In Fleur-ish, Carolina Rose represents cultivation that includes self-preservation. Its form holds care and protection simultaneously, suggesting that flourishing depends on boundaries as much as openness. The rose frames care not as self-sacrifice, but as a reciprocal system that sustains life over time.
Meet the Plant
The Pasture Rose (Rosa carolina) is a native perennial shrub in the rose family (Rosaceae), found throughout eastern and central North America from Maine south to Florida and west to the Great Plains, including throughout New York. A low-growing, deciduous shrub typically reaching two to five feet in height, it spreads slowly through underground runners to form loose colonies. The stems bear distinctive straight, needle-like thorns.

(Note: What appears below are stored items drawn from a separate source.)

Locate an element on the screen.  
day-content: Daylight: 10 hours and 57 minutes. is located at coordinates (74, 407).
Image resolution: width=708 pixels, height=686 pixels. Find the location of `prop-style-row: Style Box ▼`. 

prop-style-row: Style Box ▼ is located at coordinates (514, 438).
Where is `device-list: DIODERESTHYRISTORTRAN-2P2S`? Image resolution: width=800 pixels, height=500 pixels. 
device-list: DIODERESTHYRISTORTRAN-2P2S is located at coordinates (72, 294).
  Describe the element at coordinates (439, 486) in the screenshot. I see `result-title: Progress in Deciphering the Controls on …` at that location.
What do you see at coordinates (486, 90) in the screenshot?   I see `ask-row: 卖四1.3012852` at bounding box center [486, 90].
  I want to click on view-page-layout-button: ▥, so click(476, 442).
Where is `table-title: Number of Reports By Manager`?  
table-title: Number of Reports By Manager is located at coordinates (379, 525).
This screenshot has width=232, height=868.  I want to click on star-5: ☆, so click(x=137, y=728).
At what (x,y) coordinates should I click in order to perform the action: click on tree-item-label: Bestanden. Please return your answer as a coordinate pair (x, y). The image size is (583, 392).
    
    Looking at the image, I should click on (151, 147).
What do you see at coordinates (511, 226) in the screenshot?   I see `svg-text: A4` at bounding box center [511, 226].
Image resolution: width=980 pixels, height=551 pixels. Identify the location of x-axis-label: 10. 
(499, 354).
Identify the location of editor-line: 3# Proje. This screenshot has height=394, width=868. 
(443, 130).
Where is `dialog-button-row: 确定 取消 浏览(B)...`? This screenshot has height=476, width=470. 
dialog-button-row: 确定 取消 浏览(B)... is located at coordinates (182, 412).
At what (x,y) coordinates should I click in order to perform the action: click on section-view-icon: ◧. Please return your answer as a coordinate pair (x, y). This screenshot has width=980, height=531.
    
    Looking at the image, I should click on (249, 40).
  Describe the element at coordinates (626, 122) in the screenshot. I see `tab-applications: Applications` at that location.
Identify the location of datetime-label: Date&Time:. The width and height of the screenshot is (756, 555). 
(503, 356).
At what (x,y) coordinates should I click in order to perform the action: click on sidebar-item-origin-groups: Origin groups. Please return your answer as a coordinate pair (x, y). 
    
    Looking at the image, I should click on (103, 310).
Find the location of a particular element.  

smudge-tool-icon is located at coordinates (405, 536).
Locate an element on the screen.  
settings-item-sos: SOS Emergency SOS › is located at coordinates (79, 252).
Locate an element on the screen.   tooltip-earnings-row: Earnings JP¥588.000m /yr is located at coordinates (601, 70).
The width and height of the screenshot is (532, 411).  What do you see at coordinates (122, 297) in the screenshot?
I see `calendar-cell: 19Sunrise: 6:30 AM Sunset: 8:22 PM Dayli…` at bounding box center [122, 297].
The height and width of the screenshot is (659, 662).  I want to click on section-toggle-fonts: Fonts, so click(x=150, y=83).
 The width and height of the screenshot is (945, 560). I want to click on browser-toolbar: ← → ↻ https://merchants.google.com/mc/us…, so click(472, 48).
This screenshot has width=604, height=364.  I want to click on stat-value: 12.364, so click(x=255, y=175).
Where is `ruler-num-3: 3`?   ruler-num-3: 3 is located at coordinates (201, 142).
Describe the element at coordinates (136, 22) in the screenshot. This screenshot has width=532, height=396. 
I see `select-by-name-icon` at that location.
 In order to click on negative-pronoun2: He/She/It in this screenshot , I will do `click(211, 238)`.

In early summer, the plant produces fragrant single-bloom flowers two to three inches across, with five light pink petals surrounding a cluster of yellow stamens. After flowering, bright red rose hips develop in late summer and persist into winter — edible, tart, and high in vitamin C. Carl Linnaeus formally described the species in 1753 in his Species Plantarum, naming it after Carolina, where the type specimen was collected.
Life in the Wild
Pasture Rose grows in a wide range of open habitats including dry prairies, meadows, thickets, woodland edges, and roadsides. It is one of the most ecologically generous native plants in the Northeast. Its flowers provide pollen and nectar to bumblebees, digger bees, green metallic bees, and syrphid flies, while the dense thickets offer year-round cover and nesting sites for birds. The rose hips sustain songbirds, quail, wild turkey, and small mammals through fall and winter. Native bees also nest in the hollow dead stems of the plant. Indigenous peoples, including the Menominee, used rose hips to treat gastrointestinal conditions, while the flowers, roots, and leaves served various other medicinal purposes across many nations of eastern North America.
Cultivating Form
Although Rosa carolina has not been developed into a wide range of named cultivars the way hybrid garden roses have, it holds an important place in horticultural history as one of North America's true wild roses. Its natural disease resistance — stronger than that of today's complex hybrid roses — and tolerance for heat, partial shade, and drought have renewed interest in it among native plant and ecological landscaping movements. Two historic forms have been documented: 'Alba,' a white-flowered variant first recorded in Maine in 1867, and 'Plena,' a double-flowered form with petals that fade to white. Today's commercial rose breeders have increasingly turned to wild species like Rosa carolina as parent stock to introduce hardiness and disease resistance into ornamental rose lines.